The DSEA would go the PATRIOT Act one better. It would eliminate any distinction between the functions of a "multi function" electronic device, like a computer or a Palm Pilot. A home computer today can be used for far more than the relatively limited forms of word processing, computation, and games available when home computers were first introduced (at that time, of course, the Internet did not exist). Today, a home computer is a window to many worlds and activities. It allows chat by instant message, permits free movement among chat rooms in innumerable websites, can function as a long distance telephone by the use of a simple off the shelf program, allows indefinite storage of messages and information which can be downloaded from a dizzying array of websites, and permits viewing or listening to remote or stored video or audio information, as well as sending e-mail, visiting any number of thousands of websites, and going shopping. Other relatively new devices like Palm Pilots and enhanced- function laptops or cell phones offer similar multiple uses.

According to the DOJ, current law is unclear on whether a surveillance order can reach into other functions of a given electronic device subject to the order. The DSEA would end the confusion. Under the new DSEA provision, as the DOJ describes it, "authorization of electronic surveillance with respect to a device, unless otherwise specified, may be relied on to intercept and access communications through any of the device's functions." That is, no function of any particular device would be off limits. A surveillance order for a particular home computer need not be restricted to e-mail activity. If within the scope of the investigation, anything coming through that device, or stored on it by any means, can be obtained.

Stored information on a Palm Pilot or similar downloaded material thus would be as fair game as would e-mail traffic. This expansion of the scope of a surveillance order might have been a likely eventual result of federal court interpretation and development of wide authorities contained in the PATRIOT Act. But the DSEA leaves nothing to chance. Better to codify now than wait for a court ruling later.

7. Who Needs A Court Order? Not well known but frequently used, the federal "administrative subpoena" is the equivalent of a search warrant. They are more easily issued than a search warrant (although denial by any federal court of a search warrant request is rare indeed, the search warrant request process apparently is now viewed by DOJ as too tedious to be a chief investigative tool for these slippery terrorists). They are also more easily obtained than a grand jury subpoena, which of course means a grand jury must be empaneled for a particular investigation.

An administrative subpoena requires that a person or entity, under penalty of contempt, provide specifically identified documents or information. As mentioned, while not a search warrant itself, it functions very much like one.

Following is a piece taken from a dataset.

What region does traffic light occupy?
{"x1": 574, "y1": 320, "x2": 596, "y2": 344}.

Too flexible a tool to be permitted to remain in the limited areas where it is now used, the DSEA would allow the use of administrative subpoenas in any investigation of domestic or international terrorism. Also, anyone served with such a subpoena could not disclose to anyone other any legal counsel that the subpoena has been served.

The DOJ Summary is quick to point out that such a subpoena would not be outside the reach of federal courts, because any refusal to comply would require the government to go to court and secure compliance. This is a thinly veiled statement that provides no comfort when one considers that the proposed extremely wide use of such subpoenas would virtually eliminate the need for search warrants. Beyond this, who served with such a subpoena would stare the FBI in the face and refuse to comply? And if that happened, how difficult would it be for the government to obtain court enforcement of such a subpoena? An hour? Maybe two?

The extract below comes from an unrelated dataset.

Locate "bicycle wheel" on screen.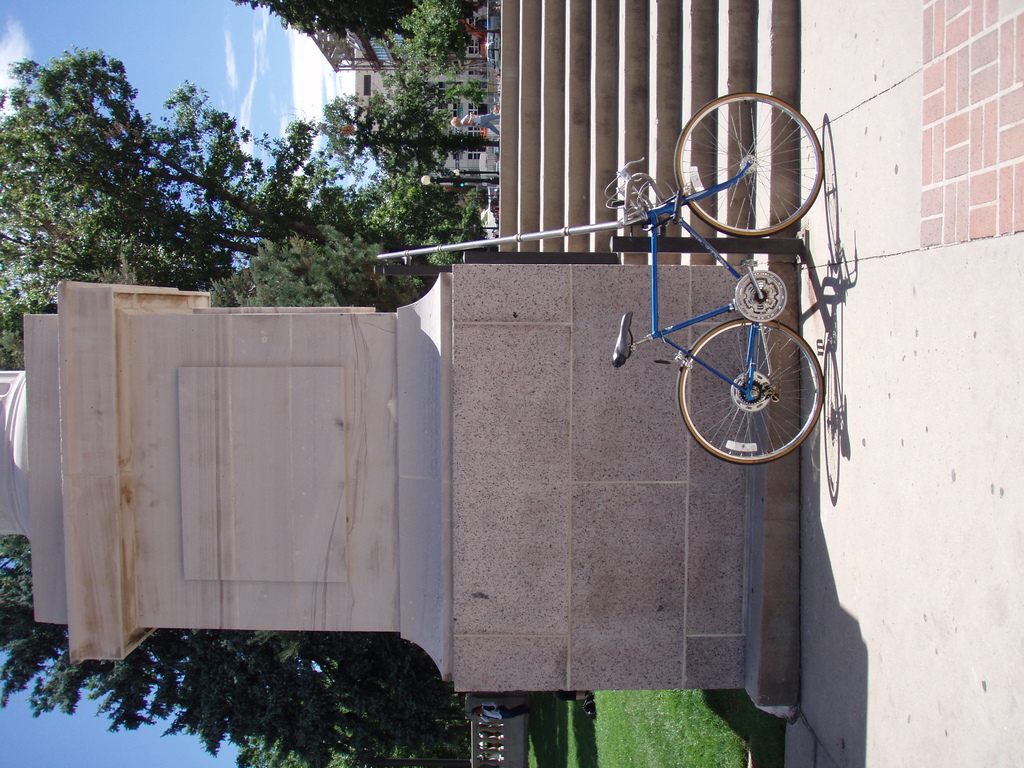
On screen at bbox(674, 93, 825, 238).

A similar DSEA provision would strengthen the use of "national security letters," which are another form of administrative subpoena. That provision would define or enhance penalties for refusing to comply with "national security letters."

8. Can You Say "Material Support"? Clearly one of the most flexibly defined terrorist crimes and therefore among the most likely to be utilized in terrorist prosecutions and investigations, is "material support" for terrorism. This can mean any number of activities, from actual involvement in the planning and preparation of a terrorist act to providing financial assistance to a group which is known to be or is later declared to be a terrorist group.

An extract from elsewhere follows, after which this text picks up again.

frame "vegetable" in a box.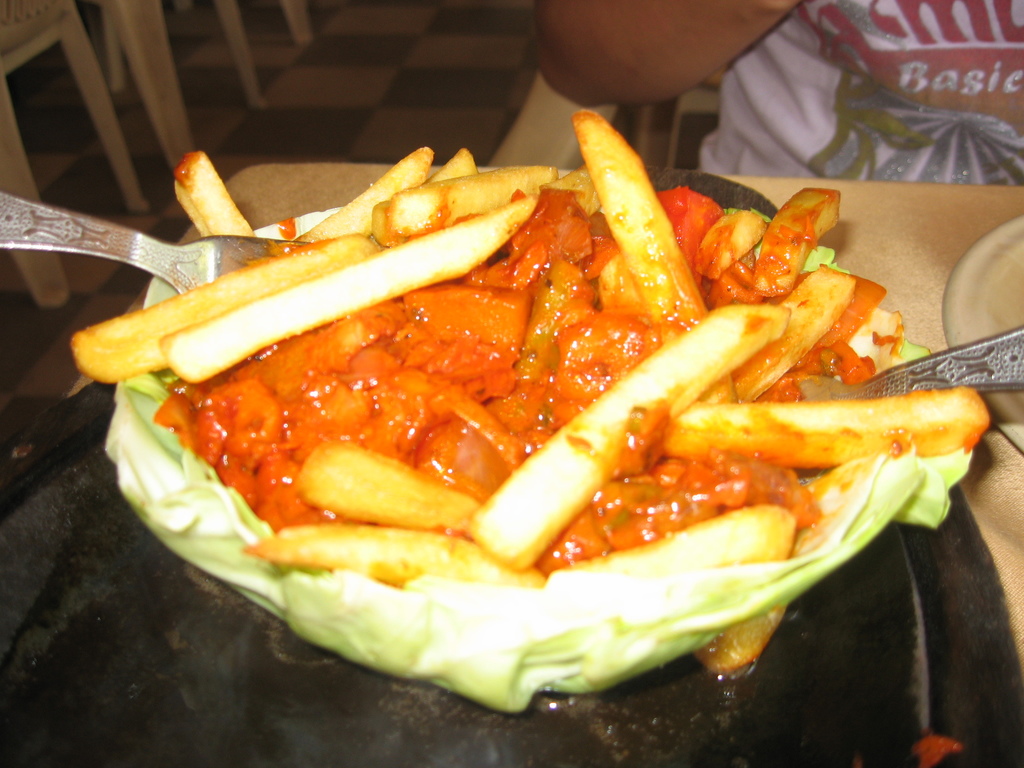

Under the DSEA, material support for terrorism is expanded to include "international terrorism," which is broadly defined, in addition to activity which could come under the federal crime of terrorism and or domestic terrorism. Also, if the activities involved "appear to be" terrorist activities, there need be no showing of intent to commit a terrorist act. The conviction of material support for terrorism therefore can be on appearances alone.

9. Free Consumer Credit Reports. The DOJ and FBI appear to operate under the belief that even after the substantial authority for access to consumer credit reports, educational records, and financial information under the PATRIOT Act, consumer reports are still not easy enough to get. The DOJ summary of the DSEA indicates that obtaining these reports could still require time consuming and pesky subpoenas. That is, some federal agent would actually have to take time out of a busy day chasing down terrorists, to sit down and write up these silly things. And what's more annoying, consumer credit agencies and credit card companies can get these reports easier than the government (perhaps that's because a credit card company cannot use private financial information to charge a person with providing material support for terrorism and then throw them in jail forever, but let's not muddy the waters with facts).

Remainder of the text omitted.